Oyster Creek to close 10 years early
TRENTON - The electricity company Exelon said Wednesday that it would close the Oyster Creek Nuclear Generating Station in 2019 - 10 years earlier than planned - but would not have to build costly cooling towers for it.
TRENTON - The electricity company Exelon said Wednesday that it would close the Oyster Creek Nuclear Generating Station in 2019 - 10 years earlier than planned - but would not have to build costly cooling towers for it.
The Chicago-based company said changing markets and upkeep costs for the aging plant in the Forked River section of Lacey Township, Ocean County, had caused its value to decline.
The plant, 60 miles east of Philadelphia, "faces a unique set of economic conditions and changing environmental regulations that make ending operations in 2019 the best option for the company, employees and shareholders," Exelon Corp. president Chris Crane said.
He said low market prices and demand and the plant's need for continuing large capital expenditures had reduced its value.
"Also, potential additional environmental compliance costs based on evolving water cooling regulatory requirements - at both the federal and state government levels - created significant regulatory and economic uncertainty," Crane said.
Oyster Creek's boiling-water reactor is considered obsolete by today's standards. But the plant, which went online in December 1969, generates enough electricity to power 600,000 homes a year and provides 9 percent of New Jersey's electricity.
Because Exelon agreed to speed up the plant's shutdown, Crane said, New Jersey officials backed off their demand that it build one or more cooling towers to replace the current system of sucking water from Barnegat Bay into the plant and discharging it.
The state says that process kills billions of shrimp and tens of thousands of fish, crabs, and clams each year, and environmentalists have long wanted Oyster Creek to switch to cooling towers.
Exelon had balked at the state's insistence on cooling towers, saying it would shutter the plant rather than build them.
The company says the $800 million it would cost to build the towers is more than the plant is worth, and it asked the state to withdraw its demand last January.
Environmentalists say the job could be done for about $200 million.
The U.S. Nuclear Regulatory Commission granted the Oyster Creek station a new 20-year license in April 2009, rejecting concerns by opponents centered on corrosion to a metal enclosure that keeps superheated radioactive steam within a containment building.
Exelon had applied a strong coating material to the liner and removed a sand bed at the base of the reactor that was found to hold moisture that caused the corrosion.
Over the last year, the plant has been cleaning up the remnants of a leak of radioactive tritium from underground pipes that has since made its way to a major underground water source, although no wells or drinking-water supplies have been tainted.
Tritium occurs naturally in the environment at very low levels and may be released as steam from nuclear reactors.
The leaks have prompted the NRC to order its staff to look for better ways to detect and prevent leaks in buried pipes at all U.S. nuclear power plants.
Lacey Township Committeeman Brian Reid, an opponent of the cooling-towers proposal, said it was "a shame" that the plant would be shutting early.
"They would have had to spend a lot of money on those towers, and business is business," Reid said.
On Thursday, the administration of Gov. Christie was to reveal plans to protect the health of Barnegat Bay.
Sierra Club chapter director Jeff Tittel scoffed at the Oyster Creek deal, saying Exelon "gets to operate the plant for 10 years, then walk away with a pile of cash at the expense of the bay."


● Work order
Go through the listing and repeat each entry exactly, but include no pictures.

● Data section
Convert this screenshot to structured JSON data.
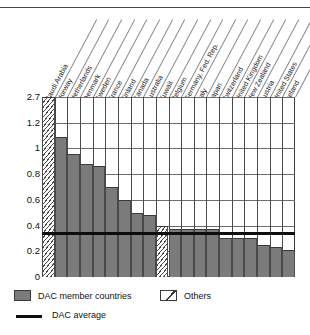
{
  "chart_data": {
    "type": "bar",
    "title": "",
    "subtitle": "",
    "xlabel": "",
    "ylabel": "",
    "grid": true,
    "legend_position": "bottom-left",
    "y_tick_labels": [
      "0",
      "0.2",
      "0.4",
      "0.6",
      "0.8",
      "1",
      "1.2",
      "2.7"
    ],
    "y_axis_note": "category-spaced (equal pixel spacing per tick); top band 1.2 to 2.7 compressed",
    "categories": [
      "Saudi Arabia",
      "Norway",
      "Netherlands",
      "Denmark",
      "Sweden",
      "France",
      "Finland",
      "Canada",
      "Australia",
      "Kuwait",
      "Belgium",
      "Germany, Fed. Rep.",
      "Italy",
      "Japan",
      "Switzerland",
      "United Kingdom",
      "New Zealand",
      "Austria",
      "United States",
      "Ireland"
    ],
    "values": [
      2.7,
      1.09,
      0.96,
      0.88,
      0.86,
      0.7,
      0.6,
      0.5,
      0.48,
      0.4,
      0.37,
      0.37,
      0.37,
      0.37,
      0.3,
      0.3,
      0.3,
      0.25,
      0.23,
      0.21
    ],
    "groups": [
      "Others",
      "DAC member countries",
      "DAC member countries",
      "DAC member countries",
      "DAC member countries",
      "DAC member countries",
      "DAC member countries",
      "DAC member countries",
      "DAC member countries",
      "Others",
      "DAC member countries",
      "DAC member countries",
      "DAC member countries",
      "DAC member countries",
      "DAC member countries",
      "DAC member countries",
      "DAC member countries",
      "DAC member countries",
      "DAC member countries",
      "DAC member countries"
    ],
    "reference_line": {
      "label": "DAC average",
      "value": 0.35
    },
    "series": [
      {
        "name": "Official development assistance as share of GNP",
        "values": [
          2.7,
          1.09,
          0.96,
          0.88,
          0.86,
          0.7,
          0.6,
          0.5,
          0.48,
          0.4,
          0.37,
          0.37,
          0.37,
          0.37,
          0.3,
          0.3,
          0.3,
          0.25,
          0.23,
          0.21
        ]
      }
    ]
  },
  "legend": {
    "dac_label": "DAC member countries",
    "others_label": "Others",
    "average_label": "DAC average"
  },
  "colors": {
    "dac_fill": "#7b7b7b",
    "grid": "#6d6d6d",
    "frame": "#3a3a3a",
    "average_line": "#0d0d0d"
  }
}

● Exercise answer
Convert this screenshot to structured JSON data.
{
  "chart_data": {
    "type": "bar",
    "title": "",
    "subtitle": "",
    "xlabel": "",
    "ylabel": "",
    "grid": true,
    "legend_position": "bottom-left",
    "y_tick_labels": [
      "0",
      "0.2",
      "0.4",
      "0.6",
      "0.8",
      "1",
      "1.2",
      "2.7"
    ],
    "y_axis_note": "category-spaced (equal pixel spacing per tick); top band 1.2 to 2.7 compressed",
    "categories": [
      "Saudi Arabia",
      "Norway",
      "Netherlands",
      "Denmark",
      "Sweden",
      "France",
      "Finland",
      "Canada",
      "Australia",
      "Kuwait",
      "Belgium",
      "Germany, Fed. Rep.",
      "Italy",
      "Japan",
      "Switzerland",
      "United Kingdom",
      "New Zealand",
      "Austria",
      "United States",
      "Ireland"
    ],
    "values": [
      2.7,
      1.09,
      0.96,
      0.88,
      0.86,
      0.7,
      0.6,
      0.5,
      0.48,
      0.4,
      0.37,
      0.37,
      0.37,
      0.37,
      0.3,
      0.3,
      0.3,
      0.25,
      0.23,
      0.21
    ],
    "groups": [
      "Others",
      "DAC member countries",
      "DAC member countries",
      "DAC member countries",
      "DAC member countries",
      "DAC member countries",
      "DAC member countries",
      "DAC member countries",
      "DAC member countries",
      "Others",
      "DAC member countries",
      "DAC member countries",
      "DAC member countries",
      "DAC member countries",
      "DAC member countries",
      "DAC member countries",
      "DAC member countries",
      "DAC member countries",
      "DAC member countries",
      "DAC member countries"
    ],
    "reference_line": {
      "label": "DAC average",
      "value": 0.35
    },
    "series": [
      {
        "name": "Official development assistance as share of GNP",
        "values": [
          2.7,
          1.09,
          0.96,
          0.88,
          0.86,
          0.7,
          0.6,
          0.5,
          0.48,
          0.4,
          0.37,
          0.37,
          0.37,
          0.37,
          0.3,
          0.3,
          0.3,
          0.25,
          0.23,
          0.21
        ]
      }
    ]
  },
  "legend": {
    "dac_label": "DAC member countries",
    "others_label": "Others",
    "average_label": "DAC average"
  },
  "colors": {
    "dac_fill": "#7b7b7b",
    "grid": "#6d6d6d",
    "frame": "#3a3a3a",
    "average_line": "#0d0d0d"
  }
}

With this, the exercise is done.